I found it difficult to do an accurate count of stands that were there, I think my count was 44 food and 42 craft, which might or might not be correct but seems to fall short of Wag’s demand that food should make up 80% of stands. There were endless charity stands and a massive stand for the local guides. I also puzzled about the value of Littlewood’s Clearance at a funded food festival. I found Puffin Produce listed on the Fish Week website, but couldn’t find them at the event until I realised they were trading under a different name, sampling potatoes and directing people to their supermarket stockists – great – I don’t think! It’s a well known fact that if money is spent locally it stays locally. I appreciate the power of the supermarkets and also that parts of Wag’s food
division actively promotes selling to supermarkets but it is not a distribution line that all can take and surely the place to do sample marketing is in the supermarket where the existing customer can then go and buy the product.
Pembrokeshire Produce Direct, PPD won my new award for the most boring stand, two guys and a small table with some literature on it.

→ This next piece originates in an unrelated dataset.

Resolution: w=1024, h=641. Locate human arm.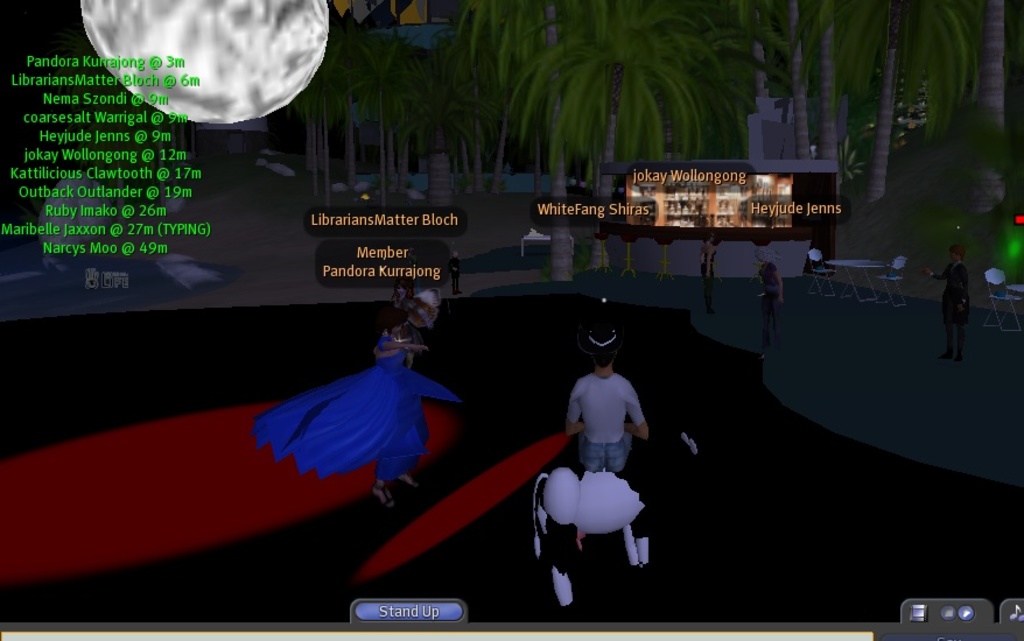
(924,263,952,281).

Those guys, in my view should have been much more proactive and one of them leaving the safety of their stand and start
talking to people. Yes talking to punter, asking them, where do you come from, have you heard about us and what we do, would you like to try our delivery service????? They hadn’t even brought a selection of food produce that they currently run, so there you are guys – ‘Kath’s Boring Stand Award’ is yours for your very poor effort on the day. Rumours still circulate about PPD and the lack of sales, well producers watching them in action – well not quite in action – two guys stood on a stand both with their hands in their pockets, was not only not a good look it achieved very little, but will they get paid at the end of the month? Of course they will until their funding totally runs out.
It was good to hear that some producers had done ok on the day and as I say some sunshine would have made a massive difference. None of the traders I spoke could show record sales by a long shot, and you had only had to look at the lack of food
bags being carried around to know that was true. But it was not all doom and gloom that I have been seeing at some festivals of late. My suggestion to this festival, as it is to many of them, is please don’t just rely on the feedback forms that traders are supposed to fill in before they leave, some will be honest with you, others wont if they wish to return. Take the time to talk to
the traders, when they are not busy, and there were plenty of times that they weren’t, and endeavour to find out the truth about your event, not forgetting why this event went ahead in the first place was for our producers.
I’d also like to remind you on a personal level that it makes no difference to me if this event was a success or not, but it does make a heck of a difference to the livelihoods and the future of our Best Of Welsh, BOW, producers. Our BOW producers support us with advertising and I will continue to talk to them listen to them, agree with them sometimes, tell them off at others, but fight
their corner so that they get a better deal from festival organisers and from Wag.